While that particular installation uses seven screens, The Refusal of Time uses five to follow a parade of silhouetted characters as they traverse the gallery walls and slowly transform from carnival band into a rag tag gang of stragglers and refugees. The gallery guide, rather pessimistically, suggest that the symbolism used here is representative of the situation of the human condition in general. Whereas, despite my earlier comments, I wonder if it could be a more specific reference to how the enthusiasm and optimism that greeted the end of apartheid and the initial success of Mandela’s visionary premiership went into a slow decline due to the dispiriting failures and short-sightedness of those that followed him.

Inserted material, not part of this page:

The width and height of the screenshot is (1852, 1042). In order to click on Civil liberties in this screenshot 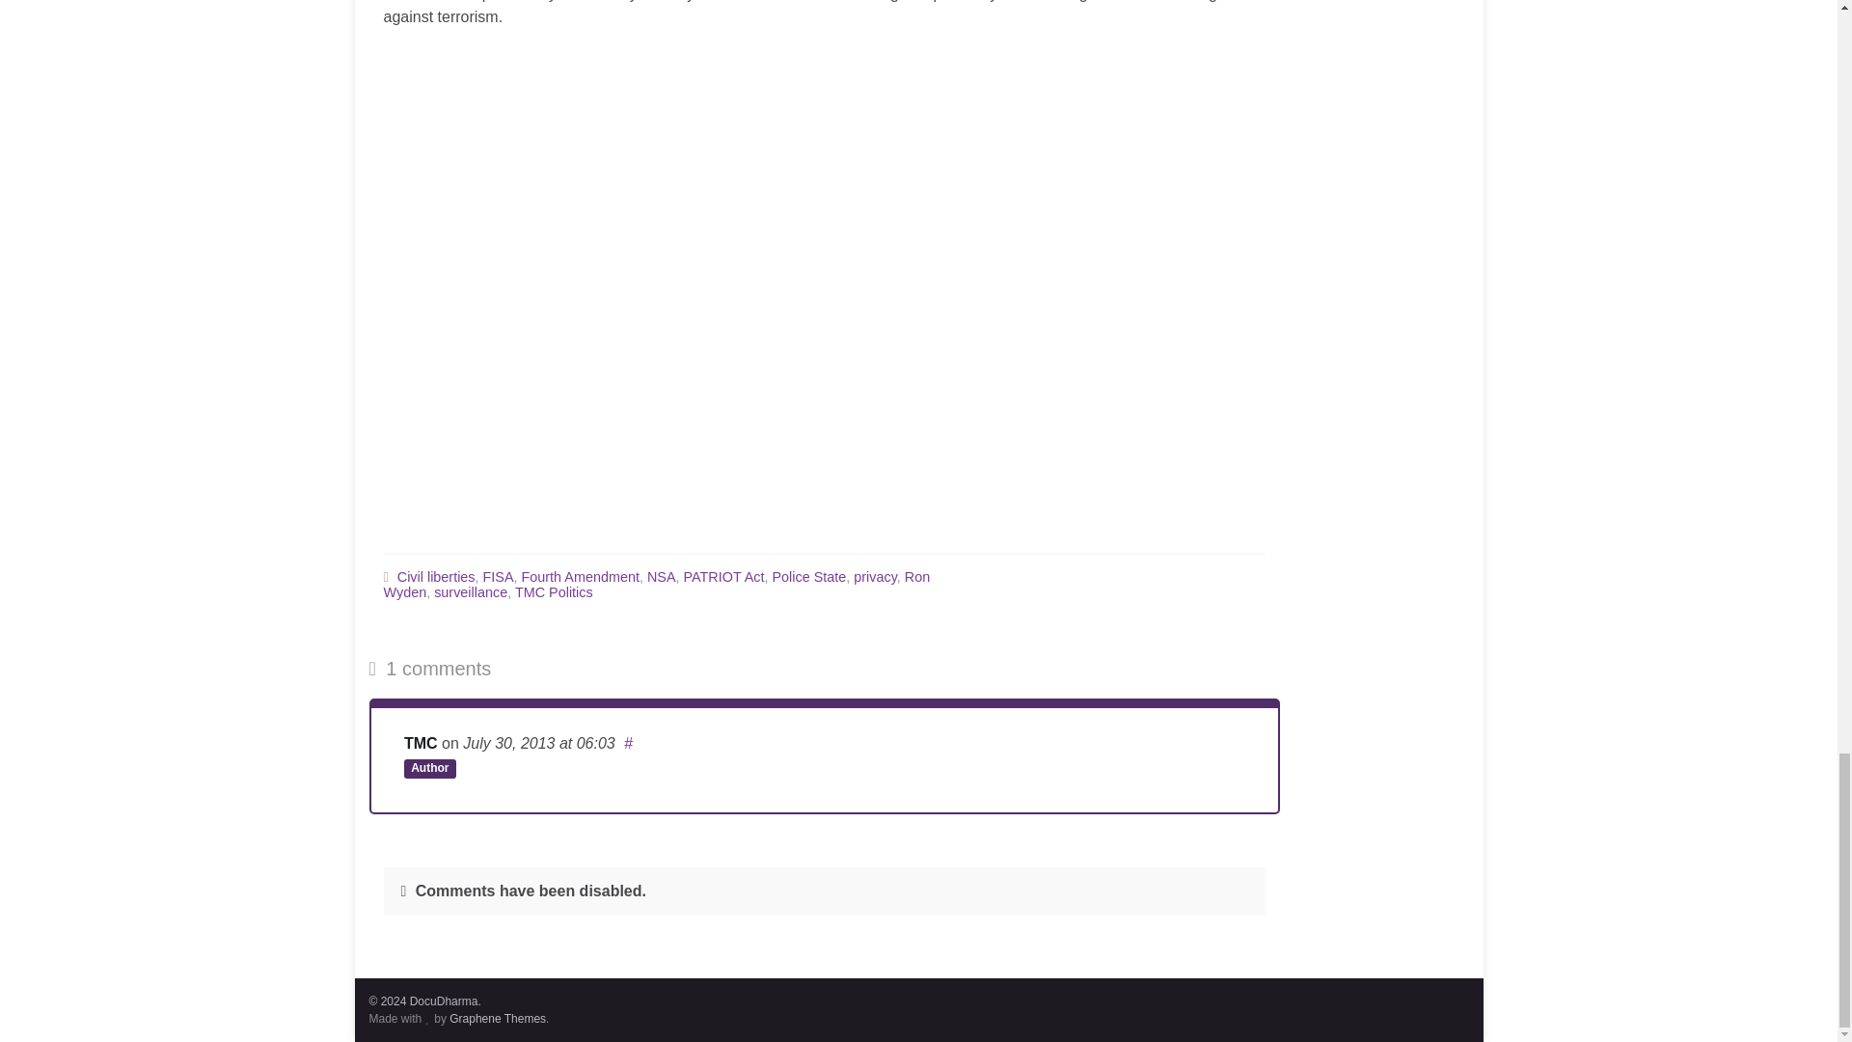, I will do `click(436, 576)`.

On occasion, Kentridge seems to like to try to overwhelm the viewer with almost too much to look at and so stuck in the middle of the room displaying The Refusal of Time is a so-called breathing machine, a massive pumping bellows construction that uses its mechanical pulse to counts out the passing seconds. I suppose it adds a sort of universal heartbeat to reinforce a sense of the inexorable passage of time and the inevitable increase in entropy, or something like that, although I’m not sure it’s entirely necessary addition. And, as far as I’m concerned, the most successful work on show here is also the simplest. Second-Hand Reading just show a full length self-portrait perambulating his way slowly but consistently through the ever turning pages of an old encyclopedia. The artist seems deep in contemplation, unaware of either the dancing woman who occasionally interrupts his walk of the man running after him from the other page who never quite catches him up. It seems like rather an appropriate metaphor for all our own journeys through life and the small marks that we manage to make before the final pages come with a rush and the book closes forever, only to be filed away among the groaning shelves of that great library in the sky.